Why do the oscillator objects (cycle~, saw~, rect~, etc.) all have different amplitudes by default?

Aris Schoute's icon

I'm currently working on a subtractive synthesis patch, and I've noticed something strange. When multiplying the signal output from any oscillator by "1", I'd expect them to all have the same -1 to 1 amplitude range. However, it appears that only the cycle~ object has this normalized amplitude... All the others are slightly different in range (they all have a smaller amplitude than the cycle~ object). When working with precise LFO settings, this can be a very annoying problem. Can someone explain why this is and how to avoid/work around it?

Christopher Dobrian's icon

cycle~ produces a true (near-ideal) sinusoid with amplitude 1 by reading from a lookup table. The objects rect~, saw~, and tri~ do not produce true classic waveforms square, sawtooth, and triangle as those are defined in electronic music textbooks; they use special algorithms that produce "band-limited" imitations of those classic waveforms without producing frequencies above the Nyquist frequency. (You can find an attempt to explain/demonstrate this in Example 17: Synthesizing classic waveforms.)

As to why they don't output more normalized amplitudes, I can't say exactly without knowing the exact synthesis algorithms being used internally by each object. Perhaps the rect~ and tri~ objects could be improved to produce default amplitudes closer to 1. Until that happens, though, I suggest just amplifying each one by an appropriate factor to normalize it, or you could use the normalize~ object.

Here's a little patch to see the discrepancies.

Max Patch
Copy patch and select New From Clipboard in Max.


= TASK DETAILS =
Since the pictures are not wanted, reproduce only the rest of the records, exactly as given.

= Recorded data =
--- --- ---

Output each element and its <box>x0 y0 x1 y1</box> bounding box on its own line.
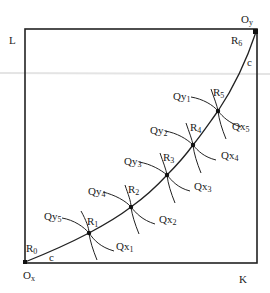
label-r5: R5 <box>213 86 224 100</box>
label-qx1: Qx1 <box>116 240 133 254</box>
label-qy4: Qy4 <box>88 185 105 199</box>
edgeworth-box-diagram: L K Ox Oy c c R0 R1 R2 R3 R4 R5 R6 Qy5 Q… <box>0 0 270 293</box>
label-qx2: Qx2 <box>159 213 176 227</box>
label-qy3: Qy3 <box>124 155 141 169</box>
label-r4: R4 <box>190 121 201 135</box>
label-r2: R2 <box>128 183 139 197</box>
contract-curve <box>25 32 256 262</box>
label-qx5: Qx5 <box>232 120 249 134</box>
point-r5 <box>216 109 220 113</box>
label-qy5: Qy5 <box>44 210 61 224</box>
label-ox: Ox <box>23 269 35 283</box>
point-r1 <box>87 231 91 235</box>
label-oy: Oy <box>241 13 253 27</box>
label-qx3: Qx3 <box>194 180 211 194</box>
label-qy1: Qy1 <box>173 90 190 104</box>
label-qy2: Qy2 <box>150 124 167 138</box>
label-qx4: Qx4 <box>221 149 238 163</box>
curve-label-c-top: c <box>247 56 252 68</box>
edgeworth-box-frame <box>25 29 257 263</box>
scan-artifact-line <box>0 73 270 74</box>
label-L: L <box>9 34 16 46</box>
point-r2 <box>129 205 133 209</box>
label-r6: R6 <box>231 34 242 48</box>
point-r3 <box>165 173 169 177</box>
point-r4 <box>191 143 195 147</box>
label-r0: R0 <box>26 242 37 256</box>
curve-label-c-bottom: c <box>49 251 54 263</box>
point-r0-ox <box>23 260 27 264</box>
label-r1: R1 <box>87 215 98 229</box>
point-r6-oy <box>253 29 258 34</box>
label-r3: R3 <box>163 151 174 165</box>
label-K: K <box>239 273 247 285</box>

--- --- ---

= WRITTEN SOLUTION =
Output each element and its <box>x0 y0 x1 y1</box> bounding box on its own line.
label-r5: R5 <box>213 86 224 100</box>
label-qx1: Qx1 <box>116 240 133 254</box>
label-qy4: Qy4 <box>88 185 105 199</box>
edgeworth-box-diagram: L K Ox Oy c c R0 R1 R2 R3 R4 R5 R6 Qy5 Q… <box>0 0 270 293</box>
label-qx2: Qx2 <box>159 213 176 227</box>
label-qy3: Qy3 <box>124 155 141 169</box>
label-r4: R4 <box>190 121 201 135</box>
label-r2: R2 <box>128 183 139 197</box>
contract-curve <box>25 32 256 262</box>
label-qx5: Qx5 <box>232 120 249 134</box>
point-r5 <box>216 109 220 113</box>
label-qy5: Qy5 <box>44 210 61 224</box>
label-ox: Ox <box>23 269 35 283</box>
point-r1 <box>87 231 91 235</box>
label-oy: Oy <box>241 13 253 27</box>
label-qx3: Qx3 <box>194 180 211 194</box>
label-qy1: Qy1 <box>173 90 190 104</box>
label-qy2: Qy2 <box>150 124 167 138</box>
label-qx4: Qx4 <box>221 149 238 163</box>
curve-label-c-top: c <box>247 56 252 68</box>
edgeworth-box-frame <box>25 29 257 263</box>
scan-artifact-line <box>0 73 270 74</box>
label-L: L <box>9 34 16 46</box>
point-r2 <box>129 205 133 209</box>
label-r6: R6 <box>231 34 242 48</box>
point-r3 <box>165 173 169 177</box>
point-r4 <box>191 143 195 147</box>
label-r0: R0 <box>26 242 37 256</box>
curve-label-c-bottom: c <box>49 251 54 263</box>
point-r0-ox <box>23 260 27 264</box>
label-r1: R1 <box>87 215 98 229</box>
point-r6-oy <box>253 29 258 34</box>
label-r3: R3 <box>163 151 174 165</box>
label-K: K <box>239 273 247 285</box>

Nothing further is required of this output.